Research has also shown that timely graduation depends a lot on one’s intensity of attendance.  Stopping college for a single term just once can add significantly to the time one takes to complete a bachelor’s degree and stopping more than once vastly reduces the chances of earning a degree at all.

It should come as no surprise, then, that the college-completion problem in the United States rarely applies to top-tier schools and the students who attend such schools.  Most all the determinants of timely completion of a bachelor’s degree are in ample supply at colleges with big endowments and wealthier students.

Given the extraordinarily large student subsidies at wealthy institutions and their ability to meet most if not all student financial need, students at top-tier schools have little financial incentive to accelerate their time at college.  Of course, that’s unless students want to enter the job market after three years instead of four years, but few such students are so financially strapped that early entry into the labor market seems desirable.

In fact, for students at top-tier schools, absorbing the opportunity costs of remaining in school can lead to substantial economic returns in the long run with the added social capital that comes from a traditional college experience.

Red Herring?

That picture is far different for less advantaged students at schools with modest endowments and far lower student subsidies.

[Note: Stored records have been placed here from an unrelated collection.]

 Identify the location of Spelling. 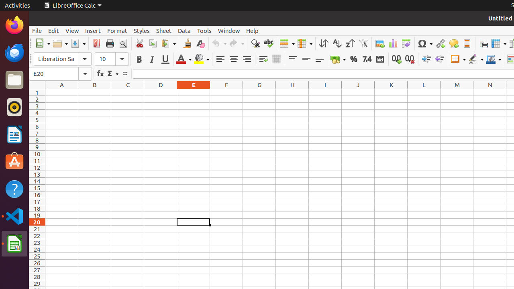
(268, 43).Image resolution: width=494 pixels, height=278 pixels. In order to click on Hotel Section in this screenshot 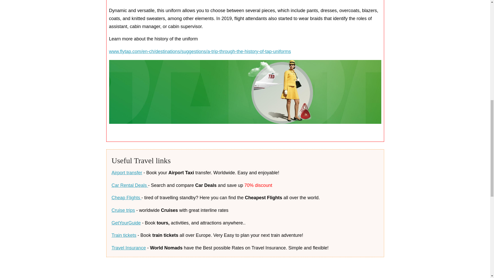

Clearly, the three-year solution would be of great benefit to students who now take more than four years to complete a bachelor’s degree.  But if too many students have a hard time graduating in four or five years now, then what’s the magic bullet that helps them graduate in even less time?

Indeed, the very reasons poorer students stop going to school or take five years or longer to finish school are often related to financial pressures and the ever-pressing opportunity costs of staying in school.

For many financially strapped students, it seems rational to drop college for a relatively good-paying job now — that doesn’t require a four-year-degree — instead of adding onto personal debt by staying in school.  Although such students are statistically likely to earn far more over a lifetime having the four-year degree than not having it, an individual student can never take that probable outcome for granted.

“For populations that most need to increase college success—such as older adults, lower-income and minority students—the three-year degree can be arguably construed as largely a nonstarter due to financial realities, college preparation issues and family obligations,” write Hurley and Harnisch.

So a three-year bachelor’s program might sound like found money.  But don’t look to this particular non-innovation innovation as a meaningful answer to making college more affordable to the very students who can least afford it.  For many students, institutions’ touting of accelerated bachelor’s degrees as a solution to the affordability problem amounts to little more than the marketing hype.

That’s why the Washington Square News, NYU’s student newspaper, called the university’s newly minted three-year bachelor’s program not a program at all, but “a gimmicky slap in the face,” by putting a fancy label on efforts students already are making to graduate in less than four years.

Noting that some 20 percent of cash-strapped undergrads already have maneuvered in the system to graduate early, the paper’s editorial board said, “the proposal is taking an unfortunate reality of NYU’s unaffordability crisis and passing it off as a solution.”